Updated Jun 30, 2026

Supply-Chain Security

Open your node_modules folder and count the directories. A thousand? Five thousand? You wrote almost none of it, you read approximately none of it, and every line of it runs with the same privileges as your own code. That is the uncomfortable truth this guide makes peace with: most of your application is code from strangers, and an attacker who can change that code does not need to break into your server at all. They get in through your install step, on your own machine, with your blessing.

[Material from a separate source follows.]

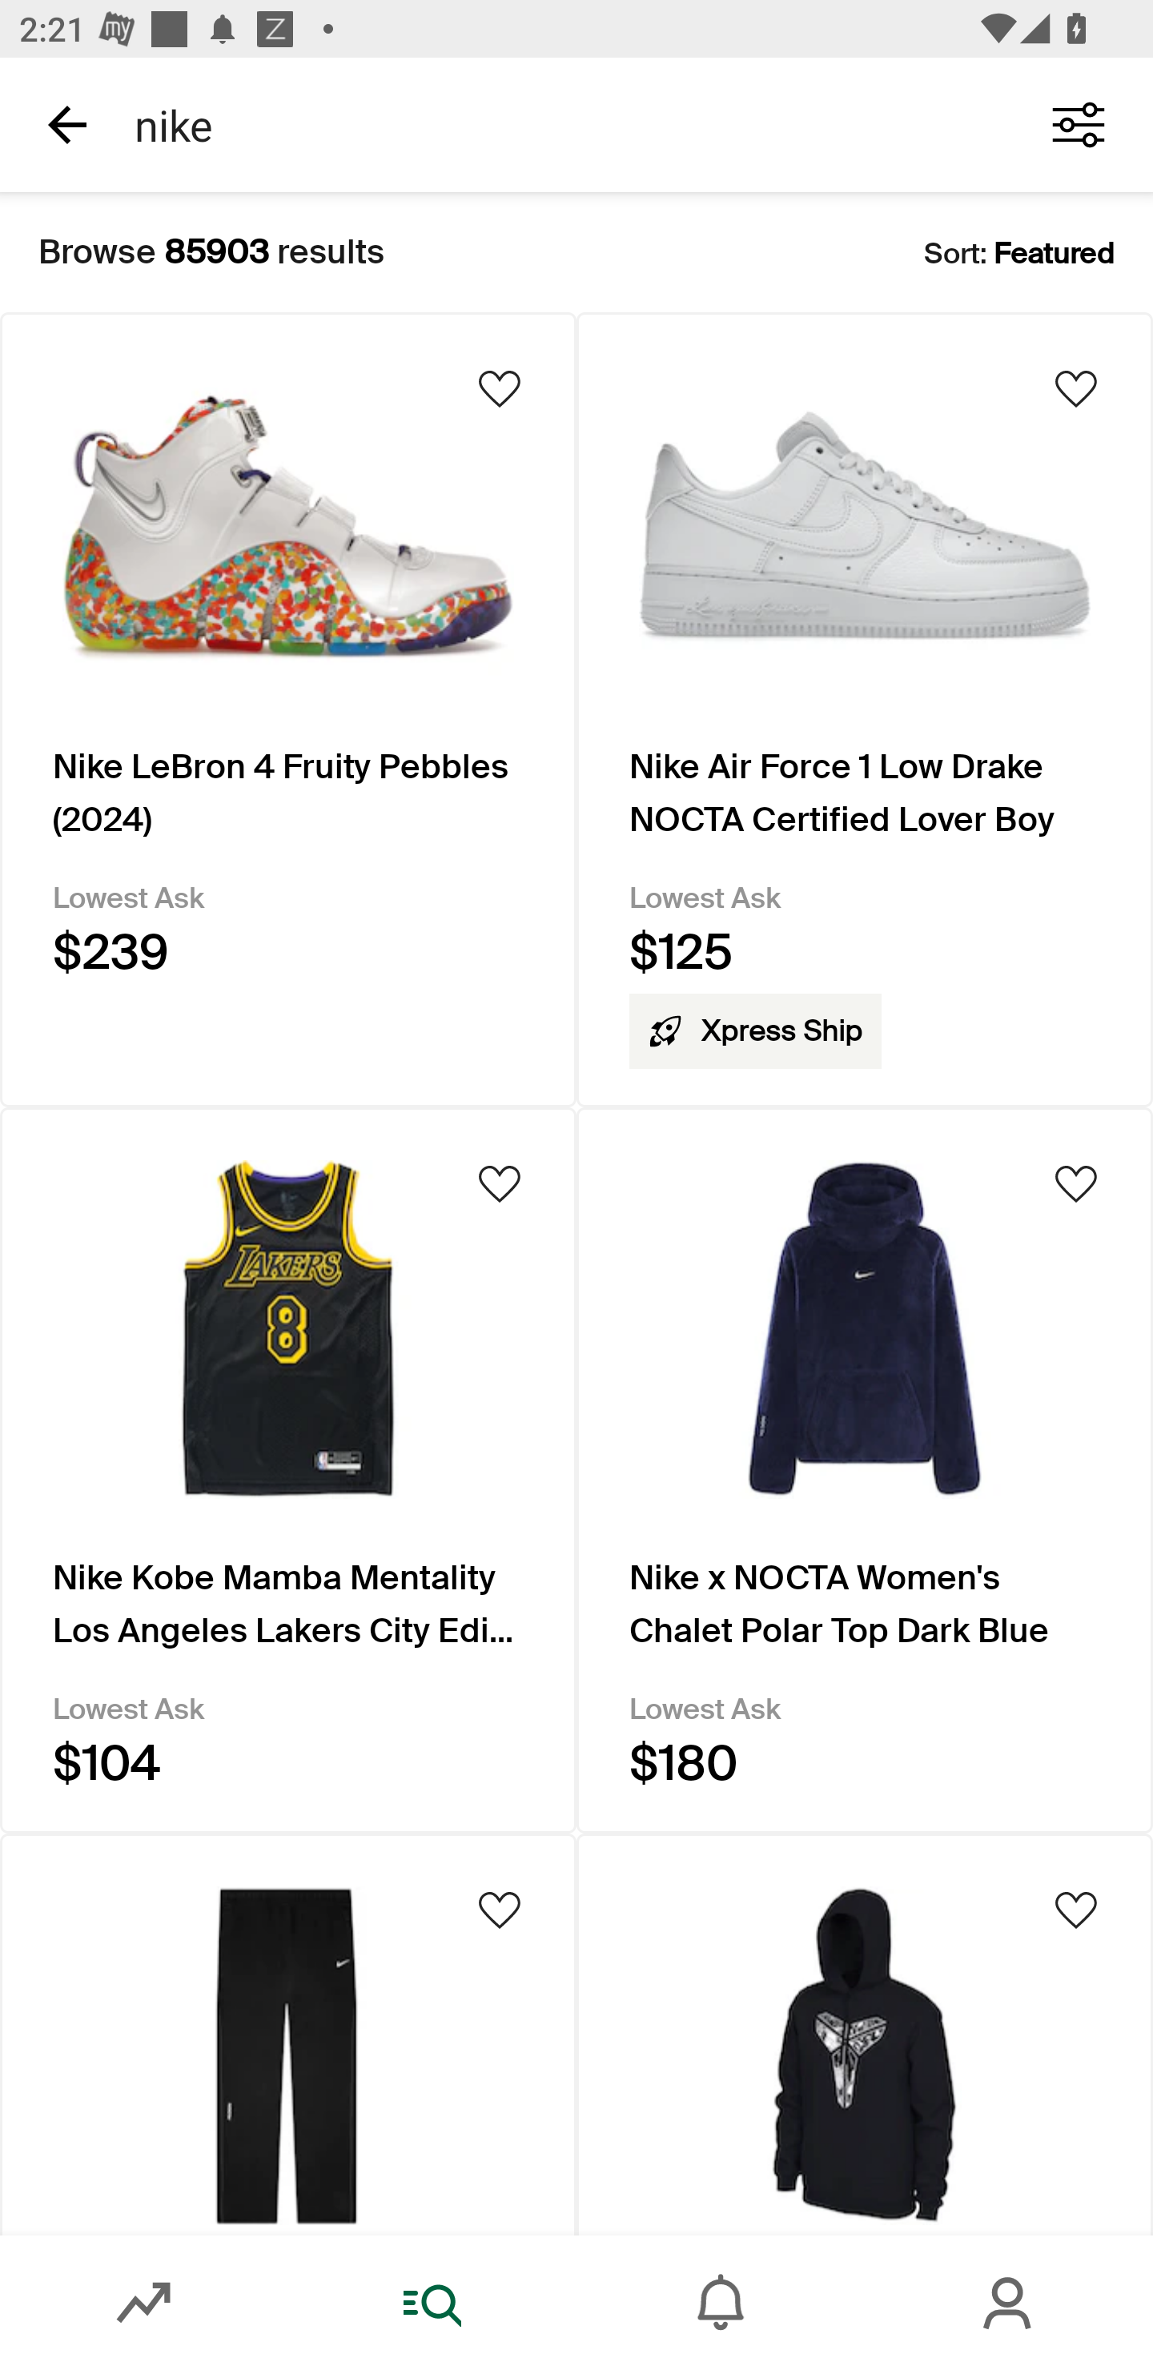 Image resolution: width=1153 pixels, height=2370 pixels. What do you see at coordinates (288, 2034) in the screenshot?
I see `Product Image` at bounding box center [288, 2034].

The relief is that this is a solvable problem. You cannot read five thousand packages, but you can pin what you depend on, see what changed, scan for known holes, and shrink the blast radius when something does go wrong. None of it is exotic.

How to read this

Read the phases in order. Phase 1 rewires how you picture your project so the threat becomes obvious instead of invisible. Phase 2 is the everyday defense you turn on this week. Phase 3 is the bad day, real incidents and what would have stopped them. Skim the code blocks, but read the What just happened: line after each one, that is where the point lands.

The phases

  1. Your code is mostly other people's code - the mental model: why dependencies are an attack surface and who is trying to abuse it.
  2. Pinning, scanning, and seeing what you ship - lockfiles, vulnerability scans, install scripts, and the SBOM.
  3. The terrible day, and what stops it - real incidents, least-privilege CI, and a survivable response.